Encoding
The JavaScript encoder is responsible for producing canonical Strata Core Binary (.scb) from an in-memory Strata value.
This encoder is not permissive. It does not guess. It does not normalize. It does not forgive.
Same value in -> same bytes out. Always.
Role of the encoder
Encoding is the act of turning a structured Strata value into bytes.
In JavaScript, encoding:
Consumes a validated
ValueEmits canonical binary
Enforces ordering rules
Produces bytes suitable for hashing and transport
Encoding is where truth is enforced.
Entry point
The public entry point is:
This function:
Allocates a fresh byte buffer
Walks the value recursively
Emits tags, lengths, and payloads in canonical order
Returns raw bytes
It never mutates the input value.
Tag-first encoding
Every encoded value begins with a type tag.
Tags are single bytes that identify the value kind.
Examples:
null → 0x00
false → 0x01
true → 0x02
int → 0x10
string → 0x20
bytes → 0x21
list → 0x30
map → 0x40
The tag fully determines how the following bytes are interpreted.
Integer encoding
Integers are encoded as:
Tag: 0x10
Payload: canonical SLEB128
Rules:
Input value MUST be a
bigintValue MUST fit signed 64-bit range
Encoding MUST be minimal
No leading zero or sign-extension bytes
If two integers are numerically equal, their byte encoding is identical.
String encoding
Strings are encoded as:
Tag: 0x20
Length: ULEB128 (byte length)
Payload: raw UTF-8 bytes
Rules:
Length is measured in bytes, not characters
UTF-8 encoding is exact
No normalization
No escaping
No terminator byte
Bytes encoding
Bytes are encoded as:
Tag: 0x21
Length: ULEB128
Payload: raw bytes
Rules:
Bytes are preserved verbatim
No interpretation
No transformation
List encoding
Lists are encoded as:
Tag: 0x30
Count: ULEB128
Payload: encoded elements in order
Rules:
Order is preserved exactly
Count is the number of elements
Each element is encoded recursively
Lists are order-sensitive by definition.
Map encoding
Maps are encoded as:
Tag: 0x40
Count: ULEB128
Payload: key-value pairs in canonical order
Canonical ordering
Before encoding, map entries are sorted by: UTF-8 byte lexicographic order of keys
Not locale order. Not Unicode code points. Raw UTF-8 bytes.
This guarantees cross-language determinism.
Map entry encoding
Each entry is encoded as:
Key (encoded exactly like a String)
Value (encoded recursively)
Keys are always strings. Any other key type is invalid by definition.
Canonical guarantees
The encoder guarantees:
Deterministic output
No alternative encodings
Stable hashes
Cross-language equivalence
If two independent implementations encode the same value, their byte output MUST match exactly.
Anything else is a bug.
What the encoder does not do
The encoder does NOT:
Validate schemas
Deduplicate values
Reject semantic duplicates
Enforce business rules
Normalize strings
Coerce types
Its job is narrow and absolute.
Failure behavior
Encoding can fail only for structural violations:
Invalid UTF-8 (non-JS implementations)
Invalid integer values
Internal invariants violated
Failures are explicit and synchronous.
Relationship to hashing
Hashing is defined as:
Encoding correctness directly determines hash correctness.
If encoding is wrong, hashing is wrong. There is no recovery layer.
Summary
JavaScript encoding in Strata is:
Recursive
Deterministic
Canonical
Order-enforcing
Hash-safe
Encoding is not a convenience layer. It is the gatekeeper of truth.
Once bytes are emitted, reality is fixed.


Leaving the pictures aside, transcribe the data below exactly.

Start of Input

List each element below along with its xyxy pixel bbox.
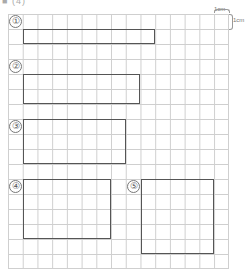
scale-side-label: 1cm <box>233 17 244 23</box>
shape-label-5: ⑤ <box>127 180 140 193</box>
shape-label-1: ① <box>9 15 22 28</box>
shape-label-3: ③ <box>9 120 22 133</box>
rectangle-2 <box>23 74 141 104</box>
shape-label-2: ② <box>9 60 22 73</box>
square-5 <box>141 179 215 254</box>
rectangle-1 <box>23 29 156 44</box>
scale-top-brace <box>214 9 230 13</box>
scale-side-brace <box>229 14 233 30</box>
shape-label-4: ④ <box>9 180 22 193</box>
rectangle-3 <box>23 119 126 164</box>
partial-header: ■ (4) <box>2 0 26 6</box>
rectangle-4 <box>23 179 111 239</box>
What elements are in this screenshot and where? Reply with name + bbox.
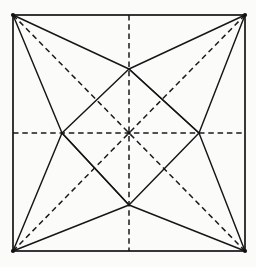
vertex-center (127, 131, 131, 135)
geometric-diagram (0, 0, 256, 267)
vertex-corner-top-left (11, 13, 15, 17)
vertex-corner-top-right (243, 13, 247, 17)
figure-container (0, 0, 256, 267)
vertex-corner-bottom-left (11, 249, 15, 253)
vertex-corner-bottom-right (243, 249, 247, 253)
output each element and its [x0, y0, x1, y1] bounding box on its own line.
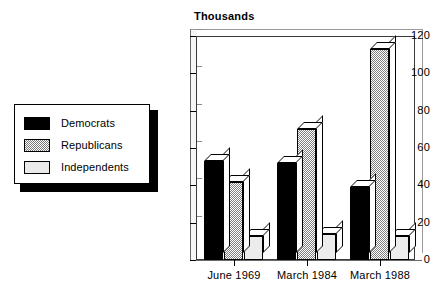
- legend-box: Democrats Republicans Independents: [14, 104, 150, 184]
- legend: Democrats Republicans Independents: [14, 104, 152, 186]
- y-tick-mark-depth: [197, 66, 202, 67]
- x-category-label: June 1969: [196, 269, 272, 281]
- y-tick-mark: [190, 148, 196, 149]
- y-tick-mark: [190, 111, 196, 112]
- y-tick-mark-depth: [197, 104, 202, 105]
- y-tick-mark-depth: [197, 216, 202, 217]
- legend-label-democrats: Democrats: [61, 117, 115, 130]
- y-tick-mark: [190, 36, 196, 37]
- y-tick-mark: [190, 260, 196, 261]
- y-tick-mark: [190, 185, 196, 186]
- y-tick-label: 40: [396, 179, 430, 190]
- legend-swatch-republicans-icon: [24, 139, 50, 152]
- legend-swatch-democrats-icon: [24, 117, 50, 130]
- y-tick-mark-depth: [197, 141, 202, 142]
- y-tick-label: 120: [396, 30, 430, 41]
- y-tick-label: 80: [396, 105, 430, 116]
- bar-democrats-june-1969: [204, 161, 223, 260]
- bar-side-face: [316, 115, 323, 253]
- axis-floor: [190, 260, 422, 261]
- x-tick-mark: [307, 260, 308, 266]
- legend-label-independents: Independents: [61, 161, 129, 174]
- plot-frame-depth-top: [196, 29, 422, 30]
- y-tick-mark-depth: [197, 178, 202, 179]
- bar-democrats-march-1984: [277, 163, 296, 260]
- legend-item-independents: Independents: [24, 156, 149, 178]
- bar-democrats-march-1988: [350, 187, 369, 260]
- bar-side-face: [389, 35, 396, 253]
- legend-label-republicans: Republicans: [61, 139, 123, 152]
- y-tick-label: 100: [396, 67, 430, 78]
- bar-chart: Thousands 020406080100120 June 1969March…: [152, 8, 430, 283]
- y-tick-mark: [190, 223, 196, 224]
- x-category-label: March 1988: [342, 269, 418, 281]
- y-tick-mark-depth: [197, 29, 202, 30]
- x-category-label: March 1984: [269, 269, 345, 281]
- legend-item-republicans: Republicans: [24, 134, 149, 156]
- bar-side-face: [296, 149, 303, 253]
- x-tick-mark: [380, 260, 381, 266]
- bar-side-face: [223, 147, 230, 253]
- y-axis-unit-label: Thousands: [194, 10, 254, 22]
- legend-item-democrats: Democrats: [24, 112, 149, 134]
- legend-swatch-independents-icon: [24, 161, 50, 174]
- y-tick-mark: [190, 73, 196, 74]
- x-tick-mark: [234, 260, 235, 266]
- y-tick-label: 60: [396, 142, 430, 153]
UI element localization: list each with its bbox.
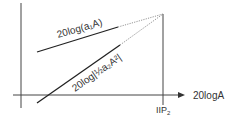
second-order-label: 20log|½a₂A²| [70,52,123,94]
iip2-label: IIP2 [156,105,171,116]
x-axis-arrow-icon [178,92,185,98]
second-order-extrapolation [120,14,163,45]
iip2-diagram: 20log(a₁A) 20log|½a₂A²| 20logA IIP2 [0,0,240,121]
second-order-line [37,45,120,103]
fundamental-extrapolation [118,14,163,27]
fundamental-label: 20log(a₁A) [56,16,104,39]
x-axis-label: 20logA [193,90,224,101]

End of Input

* [Response]
List each element below along with its xyxy pixel bbox.
scale-side-label: 1cm <box>233 17 244 23</box>
shape-label-5: ⑤ <box>127 180 140 193</box>
shape-label-1: ① <box>9 15 22 28</box>
shape-label-3: ③ <box>9 120 22 133</box>
rectangle-2 <box>23 74 141 104</box>
shape-label-2: ② <box>9 60 22 73</box>
square-5 <box>141 179 215 254</box>
rectangle-1 <box>23 29 156 44</box>
scale-top-brace <box>214 9 230 13</box>
scale-side-brace <box>229 14 233 30</box>
shape-label-4: ④ <box>9 180 22 193</box>
rectangle-3 <box>23 119 126 164</box>
partial-header: ■ (4) <box>2 0 26 6</box>
rectangle-4 <box>23 179 111 239</box>
What elements are in this screenshot and where? Reply with name + bbox.
vertex-center (127, 131, 131, 135)
geometric-diagram (0, 0, 256, 267)
vertex-corner-top-left (11, 13, 15, 17)
vertex-corner-top-right (243, 13, 247, 17)
figure-container (0, 0, 256, 267)
vertex-corner-bottom-left (11, 249, 15, 253)
vertex-corner-bottom-right (243, 249, 247, 253)
output each element and its [x0, y0, x1, y1] bounding box on its own line.
- legend-box: Democrats Republicans Independents: [14, 104, 150, 184]
- legend: Democrats Republicans Independents: [14, 104, 152, 186]
- y-tick-mark-depth: [197, 66, 202, 67]
- x-category-label: June 1969: [196, 269, 272, 281]
- y-tick-mark: [190, 148, 196, 149]
- y-tick-mark: [190, 111, 196, 112]
- y-tick-mark-depth: [197, 104, 202, 105]
- y-tick-mark-depth: [197, 216, 202, 217]
- legend-label-democrats: Democrats: [61, 117, 115, 130]
- y-tick-mark: [190, 36, 196, 37]
- y-tick-mark: [190, 260, 196, 261]
- y-tick-mark: [190, 185, 196, 186]
- y-tick-label: 40: [396, 179, 430, 190]
- legend-swatch-republicans-icon: [24, 139, 50, 152]
- legend-swatch-democrats-icon: [24, 117, 50, 130]
- y-tick-mark-depth: [197, 141, 202, 142]
- y-tick-label: 120: [396, 30, 430, 41]
- y-tick-label: 80: [396, 105, 430, 116]
- bar-democrats-june-1969: [204, 161, 223, 260]
- bar-side-face: [316, 115, 323, 253]
- axis-floor: [190, 260, 422, 261]
- x-tick-mark: [307, 260, 308, 266]
- legend-label-independents: Independents: [61, 161, 129, 174]
- plot-frame-depth-top: [196, 29, 422, 30]
- y-tick-mark-depth: [197, 178, 202, 179]
- bar-democrats-march-1984: [277, 163, 296, 260]
- legend-item-independents: Independents: [24, 156, 149, 178]
- bar-democrats-march-1988: [350, 187, 369, 260]
- bar-side-face: [389, 35, 396, 253]
- legend-label-republicans: Republicans: [61, 139, 123, 152]
- y-tick-label: 100: [396, 67, 430, 78]
- bar-chart: Thousands 020406080100120 June 1969March…: [152, 8, 430, 283]
- y-tick-mark: [190, 223, 196, 224]
- x-category-label: March 1988: [342, 269, 418, 281]
- y-tick-mark-depth: [197, 29, 202, 30]
- x-category-label: March 1984: [269, 269, 345, 281]
- legend-item-republicans: Republicans: [24, 134, 149, 156]
- bar-side-face: [296, 149, 303, 253]
- x-tick-mark: [380, 260, 381, 266]
- bar-side-face: [223, 147, 230, 253]
- y-axis-unit-label: Thousands: [194, 10, 254, 22]
- legend-item-democrats: Democrats: [24, 112, 149, 134]
- legend-swatch-independents-icon: [24, 161, 50, 174]
- y-tick-mark: [190, 73, 196, 74]
- x-tick-mark: [234, 260, 235, 266]
- y-tick-label: 60: [396, 142, 430, 153]
UI element localization: list each with its bbox.
second-order-label: 20log|½a₂A²| [70,52,123,94]
iip2-label: IIP2 [156,105,171,116]
x-axis-arrow-icon [178,92,185,98]
second-order-extrapolation [120,14,163,45]
iip2-diagram: 20log(a₁A) 20log|½a₂A²| 20logA IIP2 [0,0,240,121]
second-order-line [37,45,120,103]
fundamental-extrapolation [118,14,163,27]
fundamental-label: 20log(a₁A) [56,16,104,39]
x-axis-label: 20logA [193,90,224,101]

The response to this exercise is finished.